These Guys Were Tougher Than Most.........Methinks....

Dave H

Well-Known Member
Actually testing a new image hosting set-up as Photobucket have changed their policy so you can't link from there to another site.
If you pay them you can but they seem to be much more mercenary now.

Still, the guys in this pic must have been in pretty darn good shape to fall trees this big all by axe and hand-powered saw.

BigUndercut.jpg







Take care.
 
Hard as nails them old boys, no doubt about it. My father started logging with cross cut and horses, him and my uncles ran mills back in the 50's - 70's. They were all made like pillars those men, hands on them like sledge hammers and arms like moose legs. My father was unreal strong until cancer took him way too young at 73 but they were all a different breed. And we owe them a lot in this country, they came and broke the land and made this country what it is,, well, what it waS supposed to be anyways. Seems we are giving it away to whom ever feels like taking it, but that's a different topic.

Nice pic Dave, love it. What server are you using for this
 
Walleyes,

I posted that pic after downloading it to SurferMag.com where I've been a member for 15 years or so.

I used to use it before to post pics both there and elsewhere but joined Photobucket some years back and did all my pic posting from there until I received an E-mail recently essentially attempting to force me to pay in order to post pics from there to another site.

So, I went back and tested my old SurferMag linking abilities.

Hope that answers your question if that's what you were asking.

Anyway, those guys certainly were tough but most of them weren't the big burly muscle-bound guys we often think of, but rather wiry often smaller guys with lots of stamina.

Big muscled guys wear out faster than wiry smaller guys in the big picture, an opinion I received from an old retired faller at Sandspit in the Charlottes when I lived there in the late '80's.

Told me his biggest tree was 67 ft. in circumference and took all day to fall. Was proud he never left a tree overnight as some guys did too.

He was a smaller but wiry guy for sure so no doubt prejudiced. LOL



Take care.
 
over 21 feet in diameter! amazing

We call those Ewok Forrest trees – a star wars reference. If you spend a little time walking the lowland coastal woods of Vancouver Island and coastal BC you can still run across the stumps that were cut by hand with notches for the springboards, some over a hundred years ago and hauled out with steam engines. Almost noon of those trees remain, only a tiny few really and even the 2nd growth that grew up around those stumps has mostly been cut, perhaps more than once. It would be kind of nice if we could leave a small amount of that older second growth to turn back into Ewok forests, but that would take 600 years and the 2nd growth and the land for development is just too valuable.
 
Springboard notched stumps can also still be seen in the lower mainland in many areas. Those oldtimers were a very tough breed.
 
Springboard notched stumps can also still be seen in the lower mainland in many areas. Those oldtimers were a very tough breed.
Everywhere on the island to but only in the cedars. Any other species of stump rotted away long ago.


# ACTIVITY
Repeat the entries below exactly. Begin with the first line and end with the line that contains "This screenshot has width=864, height=455.".

[Stored entries]
━━━━━━━━

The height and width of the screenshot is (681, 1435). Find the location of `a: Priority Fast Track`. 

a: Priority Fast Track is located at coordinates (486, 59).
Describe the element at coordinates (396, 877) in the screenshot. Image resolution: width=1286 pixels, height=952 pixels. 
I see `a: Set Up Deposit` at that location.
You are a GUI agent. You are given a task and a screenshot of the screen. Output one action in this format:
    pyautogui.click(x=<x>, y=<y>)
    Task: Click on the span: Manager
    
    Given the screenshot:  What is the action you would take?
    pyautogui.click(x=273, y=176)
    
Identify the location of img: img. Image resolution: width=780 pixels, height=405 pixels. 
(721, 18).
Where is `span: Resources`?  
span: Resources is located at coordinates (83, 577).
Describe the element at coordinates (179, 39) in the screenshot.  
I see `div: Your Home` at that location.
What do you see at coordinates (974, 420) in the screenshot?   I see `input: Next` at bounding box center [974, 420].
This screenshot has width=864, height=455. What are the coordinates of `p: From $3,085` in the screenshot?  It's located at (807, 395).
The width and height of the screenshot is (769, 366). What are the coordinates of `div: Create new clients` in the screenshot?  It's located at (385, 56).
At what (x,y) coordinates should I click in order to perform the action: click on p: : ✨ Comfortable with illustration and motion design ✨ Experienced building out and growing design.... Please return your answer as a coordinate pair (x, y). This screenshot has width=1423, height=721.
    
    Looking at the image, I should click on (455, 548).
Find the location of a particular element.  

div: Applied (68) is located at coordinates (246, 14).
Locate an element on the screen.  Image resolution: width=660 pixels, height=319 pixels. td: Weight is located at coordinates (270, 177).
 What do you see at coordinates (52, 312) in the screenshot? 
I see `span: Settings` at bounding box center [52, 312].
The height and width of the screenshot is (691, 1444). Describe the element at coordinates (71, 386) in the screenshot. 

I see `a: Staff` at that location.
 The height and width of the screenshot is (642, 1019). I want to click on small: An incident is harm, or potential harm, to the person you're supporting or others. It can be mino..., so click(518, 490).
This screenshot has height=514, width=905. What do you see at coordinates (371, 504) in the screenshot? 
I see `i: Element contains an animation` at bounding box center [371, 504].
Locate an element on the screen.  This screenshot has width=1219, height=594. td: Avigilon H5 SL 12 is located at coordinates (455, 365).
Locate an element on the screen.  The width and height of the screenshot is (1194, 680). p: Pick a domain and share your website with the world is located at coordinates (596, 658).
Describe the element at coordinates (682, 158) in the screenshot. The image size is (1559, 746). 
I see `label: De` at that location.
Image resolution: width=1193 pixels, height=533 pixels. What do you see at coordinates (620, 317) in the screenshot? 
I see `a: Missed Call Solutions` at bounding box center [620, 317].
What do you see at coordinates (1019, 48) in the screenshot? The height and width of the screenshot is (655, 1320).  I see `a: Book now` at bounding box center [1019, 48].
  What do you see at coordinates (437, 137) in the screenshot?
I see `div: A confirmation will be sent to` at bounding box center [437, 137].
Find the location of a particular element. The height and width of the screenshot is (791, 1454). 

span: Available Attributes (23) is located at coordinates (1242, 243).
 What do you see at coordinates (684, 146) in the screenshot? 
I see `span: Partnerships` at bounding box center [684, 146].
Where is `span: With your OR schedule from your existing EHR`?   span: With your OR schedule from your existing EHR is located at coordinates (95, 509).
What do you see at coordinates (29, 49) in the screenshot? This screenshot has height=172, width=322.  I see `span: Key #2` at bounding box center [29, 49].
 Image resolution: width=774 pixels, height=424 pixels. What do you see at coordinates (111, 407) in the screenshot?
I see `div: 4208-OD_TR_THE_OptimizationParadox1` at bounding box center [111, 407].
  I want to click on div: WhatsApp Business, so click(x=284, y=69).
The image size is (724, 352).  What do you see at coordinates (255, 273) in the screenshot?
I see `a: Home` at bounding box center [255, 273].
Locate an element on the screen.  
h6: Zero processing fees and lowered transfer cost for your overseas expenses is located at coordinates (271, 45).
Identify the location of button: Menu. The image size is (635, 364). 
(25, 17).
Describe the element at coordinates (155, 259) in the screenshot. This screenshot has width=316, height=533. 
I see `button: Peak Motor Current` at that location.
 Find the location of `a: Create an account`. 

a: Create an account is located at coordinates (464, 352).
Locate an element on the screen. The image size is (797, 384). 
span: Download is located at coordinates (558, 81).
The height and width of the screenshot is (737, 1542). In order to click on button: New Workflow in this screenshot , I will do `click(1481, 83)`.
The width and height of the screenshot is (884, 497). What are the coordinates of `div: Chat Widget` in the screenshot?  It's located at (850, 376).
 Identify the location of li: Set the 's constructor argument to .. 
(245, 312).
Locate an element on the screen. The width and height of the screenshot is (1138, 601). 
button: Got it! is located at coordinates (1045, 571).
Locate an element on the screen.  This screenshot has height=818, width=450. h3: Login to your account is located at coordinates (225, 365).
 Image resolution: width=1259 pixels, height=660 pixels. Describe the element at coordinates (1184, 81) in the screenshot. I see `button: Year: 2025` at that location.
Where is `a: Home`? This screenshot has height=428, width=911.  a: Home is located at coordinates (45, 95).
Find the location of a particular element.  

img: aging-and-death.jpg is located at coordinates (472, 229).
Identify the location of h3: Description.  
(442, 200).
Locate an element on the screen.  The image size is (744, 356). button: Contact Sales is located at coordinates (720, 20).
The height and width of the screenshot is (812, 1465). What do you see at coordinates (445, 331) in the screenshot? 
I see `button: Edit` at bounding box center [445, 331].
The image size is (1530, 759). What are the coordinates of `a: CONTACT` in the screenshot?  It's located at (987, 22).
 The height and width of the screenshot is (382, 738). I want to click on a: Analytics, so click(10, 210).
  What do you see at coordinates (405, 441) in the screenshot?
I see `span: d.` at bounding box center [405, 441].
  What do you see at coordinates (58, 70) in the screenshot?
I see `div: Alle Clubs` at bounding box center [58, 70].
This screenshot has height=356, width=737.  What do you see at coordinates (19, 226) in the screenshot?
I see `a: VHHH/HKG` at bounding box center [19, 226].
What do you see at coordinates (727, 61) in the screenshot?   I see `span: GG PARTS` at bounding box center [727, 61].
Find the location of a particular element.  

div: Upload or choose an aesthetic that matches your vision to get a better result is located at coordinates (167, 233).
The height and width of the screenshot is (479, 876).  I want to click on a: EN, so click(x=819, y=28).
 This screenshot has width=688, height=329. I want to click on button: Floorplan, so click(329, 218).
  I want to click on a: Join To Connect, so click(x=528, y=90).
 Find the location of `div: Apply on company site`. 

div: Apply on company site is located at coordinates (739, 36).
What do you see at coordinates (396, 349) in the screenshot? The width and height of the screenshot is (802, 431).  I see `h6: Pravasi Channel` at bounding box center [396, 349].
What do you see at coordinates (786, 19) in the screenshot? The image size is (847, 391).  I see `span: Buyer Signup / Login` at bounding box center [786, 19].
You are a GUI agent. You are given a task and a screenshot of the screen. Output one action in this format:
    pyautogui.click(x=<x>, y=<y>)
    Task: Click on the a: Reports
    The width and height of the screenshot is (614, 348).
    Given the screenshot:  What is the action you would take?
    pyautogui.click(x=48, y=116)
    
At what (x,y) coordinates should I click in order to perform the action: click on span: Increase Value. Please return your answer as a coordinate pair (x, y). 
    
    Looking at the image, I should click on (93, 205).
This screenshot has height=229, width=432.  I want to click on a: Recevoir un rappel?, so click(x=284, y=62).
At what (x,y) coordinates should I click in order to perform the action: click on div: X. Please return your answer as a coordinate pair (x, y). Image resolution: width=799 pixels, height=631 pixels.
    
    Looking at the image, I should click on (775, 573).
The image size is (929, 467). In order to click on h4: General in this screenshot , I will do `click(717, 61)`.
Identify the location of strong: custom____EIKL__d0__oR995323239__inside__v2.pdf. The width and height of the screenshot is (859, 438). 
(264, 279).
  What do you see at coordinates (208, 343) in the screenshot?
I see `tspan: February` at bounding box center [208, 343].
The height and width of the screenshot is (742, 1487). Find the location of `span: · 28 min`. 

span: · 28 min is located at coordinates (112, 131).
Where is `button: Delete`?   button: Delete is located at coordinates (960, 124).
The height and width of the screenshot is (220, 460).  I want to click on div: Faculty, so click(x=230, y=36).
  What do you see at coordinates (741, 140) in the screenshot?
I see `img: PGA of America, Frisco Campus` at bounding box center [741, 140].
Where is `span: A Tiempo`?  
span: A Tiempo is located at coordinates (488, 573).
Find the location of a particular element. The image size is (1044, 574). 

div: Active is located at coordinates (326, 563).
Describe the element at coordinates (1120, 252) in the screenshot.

━━━━━━━━

# TASK RESPONSE
The height and width of the screenshot is (681, 1435). Find the location of `a: Priority Fast Track`. 

a: Priority Fast Track is located at coordinates (486, 59).
Describe the element at coordinates (396, 877) in the screenshot. Image resolution: width=1286 pixels, height=952 pixels. 
I see `a: Set Up Deposit` at that location.
You are a GUI agent. You are given a task and a screenshot of the screen. Output one action in this format:
    pyautogui.click(x=<x>, y=<y>)
    Task: Click on the span: Manager
    
    Given the screenshot:  What is the action you would take?
    pyautogui.click(x=273, y=176)
    
Identify the location of img: img. Image resolution: width=780 pixels, height=405 pixels. 
(721, 18).
Where is `span: Resources`?  
span: Resources is located at coordinates (83, 577).
Describe the element at coordinates (179, 39) in the screenshot.  
I see `div: Your Home` at that location.
What do you see at coordinates (974, 420) in the screenshot?   I see `input: Next` at bounding box center [974, 420].
This screenshot has width=864, height=455. What are the coordinates of `p: From $3,085` in the screenshot?  It's located at (807, 395).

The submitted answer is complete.